All India Rank
- Director
- [[Varun Grover
- Studio
- Matchbox Shots
- Release Date
- 23 February 2024
- Running Time
- 94 min
- Language
- Hindi
- Country
- India
Cast
Review
"All India Rank" attempts to dissect one of Indian cinema's most well-trodden narratives—the IIT obsession and its corrosive effect on familial relationships—but executes the premise with uneven conviction. Director Aniruddha Roy Chowdhury brings a certain observational clarity to the Kota coaching mill ecosystem, capturing the mechanical drudgery of rote learning and the psychological toll on adolescents. However, the film's central conflict relies too heavily on a redemptive father-figure arc that feels prescribed rather than earned. The screenplay doesn't sufficiently interrogate why this realization arrives only at the eleventh hour, nor does it explore the genuine stakes at play—the messaging becomes preachy rather than organic, transforming what could have been a nuanced critique into something closer to moral instruction.
The performances carry some weight, particularly in moments of quieter vulnerability, but the material doesn't consistently allow actors to move beyond archetypal positioning. What's most frustrating is that "All India Rank" misses an opportunity to genuinely subvert audience expectations; the predictable trajectory—parental pressure, student suffering, eventual wisdom—follows a familiar Bollywood template without the stylistic flair or narrative innovation that might justify its repetition. The film exists in a crowded subgenre of school/exam dramas that have tackled similar themes with sharper satirical edges or greater emotional authenticity.
Rat
Storyline
Seventeen-year-old Vivek finds himself caught up in the typical Indian middle-class experience where getting into an IIT is seen as the ultimate life achievement. His dad, who genuinely believes that an IIT degree is basically a stamp of approval for success in life, decides to send him away to a boarding school in Kota. This place is basically the epicenter where students go to cram for these brutally competitive entrance exams, and it's become almost like a rite of passage for ambitious Indian teenagers.

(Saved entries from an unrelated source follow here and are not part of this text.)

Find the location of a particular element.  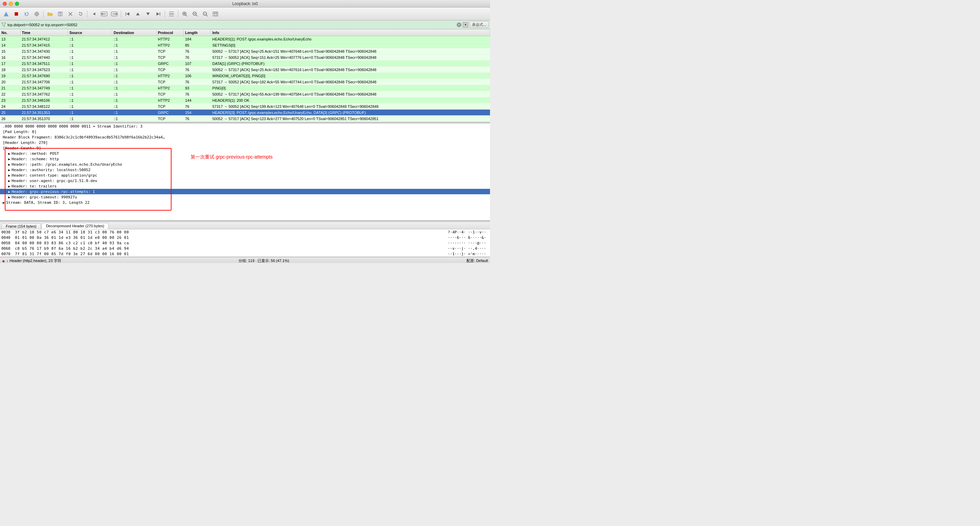

options-icon is located at coordinates (37, 14).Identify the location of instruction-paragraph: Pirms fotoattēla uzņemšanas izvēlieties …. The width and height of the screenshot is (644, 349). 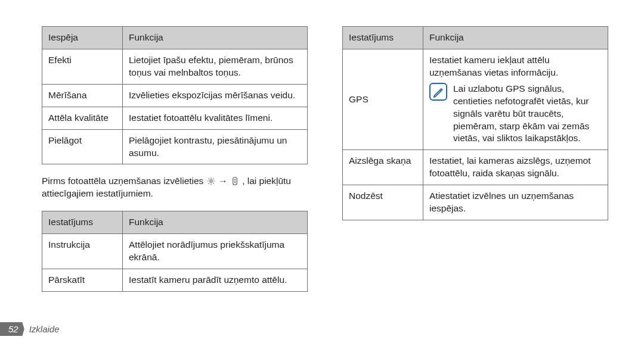
(175, 188).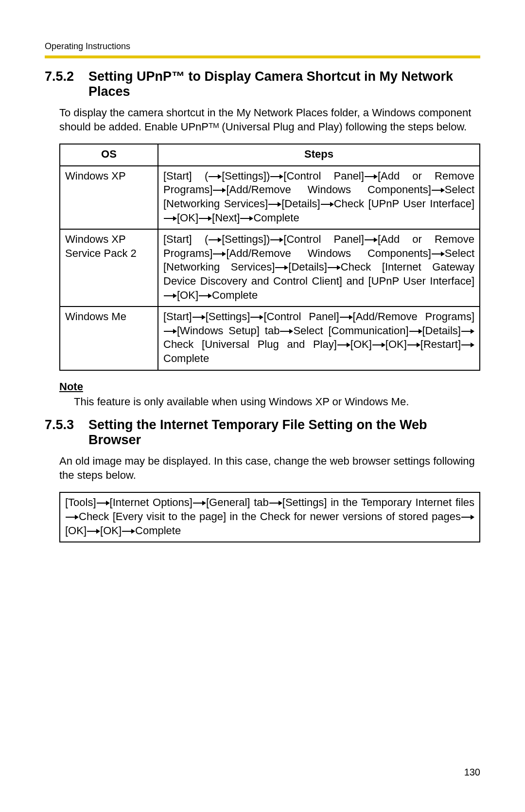  What do you see at coordinates (262, 402) in the screenshot?
I see `note-body: This feature is only available when usin…` at bounding box center [262, 402]. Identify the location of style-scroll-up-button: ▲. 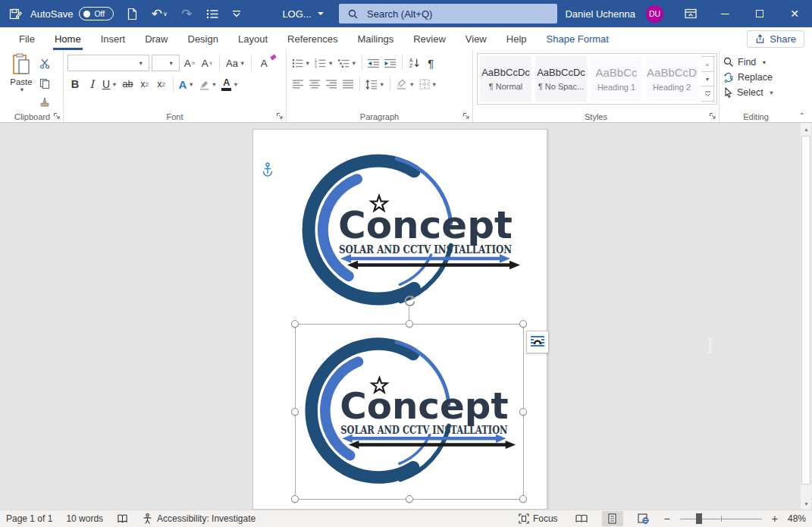
(707, 64).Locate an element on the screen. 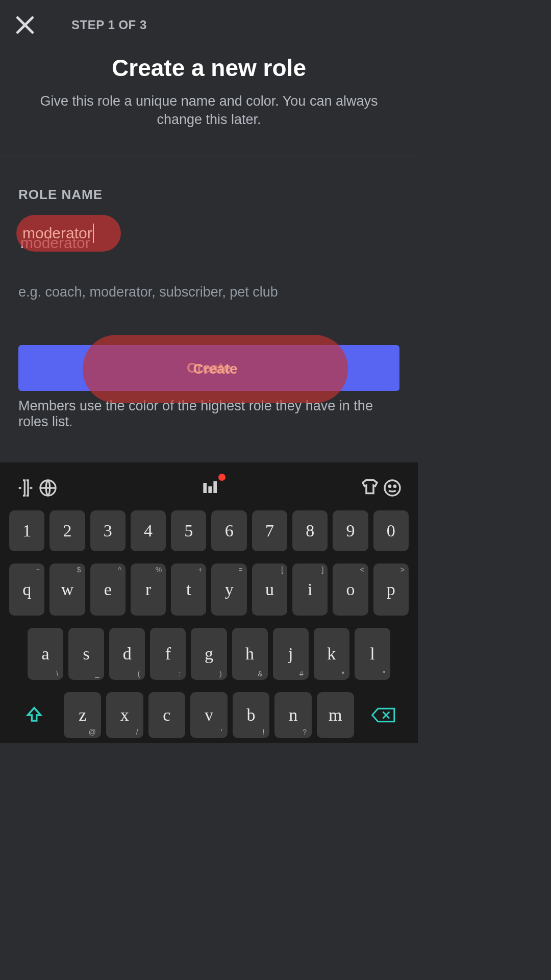  create-button-label-base: Create is located at coordinates (209, 368). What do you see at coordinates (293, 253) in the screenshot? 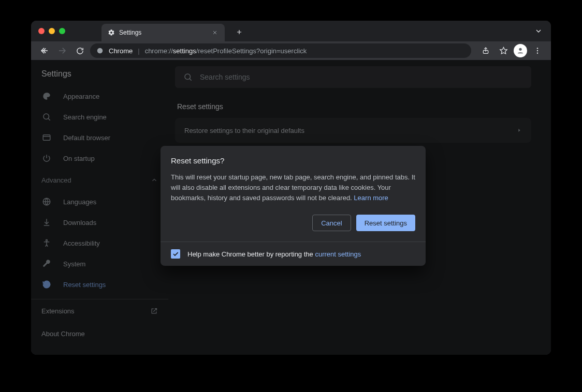
I see `dialog-footer: Help make Chrome better by reporting the…` at bounding box center [293, 253]. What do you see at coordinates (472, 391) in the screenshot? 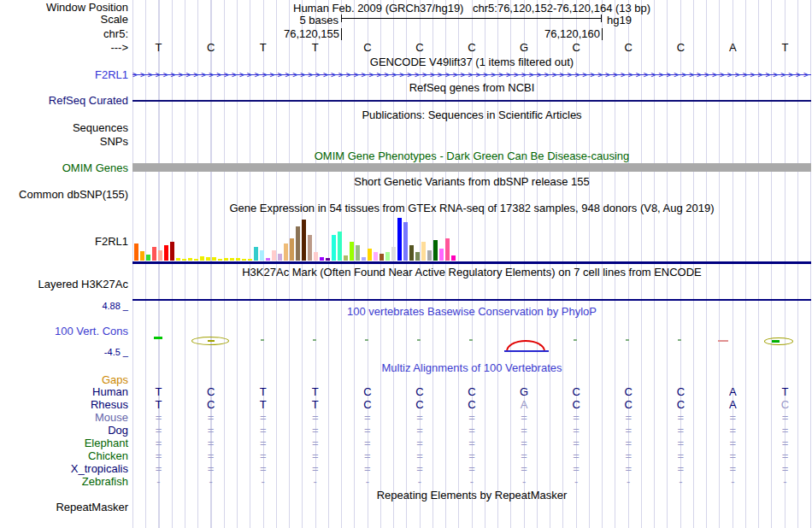
I see `multiz-row-human: TCTTCCCGCCCAT` at bounding box center [472, 391].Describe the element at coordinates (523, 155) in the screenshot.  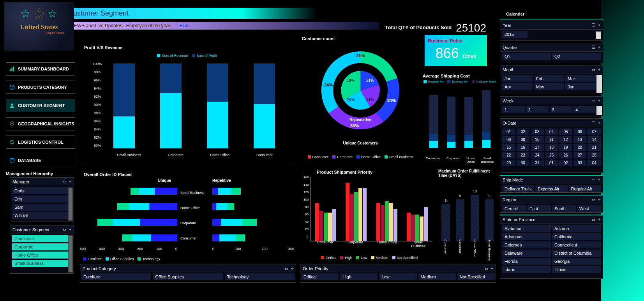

What's really interesting about the story is that while Vivek is going through his teenage years at this coaching institute, it's actually his parents who end up learning some real life lessons. As the two years pass by, things start shifting perspectives within the family, especially for his father who begins to question his own beliefs about what success really means.
Just when things are about to reach their climax with the entrance exam approaching, Vivek's dad has this moment of realization. The night before the big test, he tells his son something that completely challenges everything they've both been working towards, suggesting that getting into an IIT might not actually be the be-all and end-all of existence. It's this unexpected moment that sets the tone for everything that follows.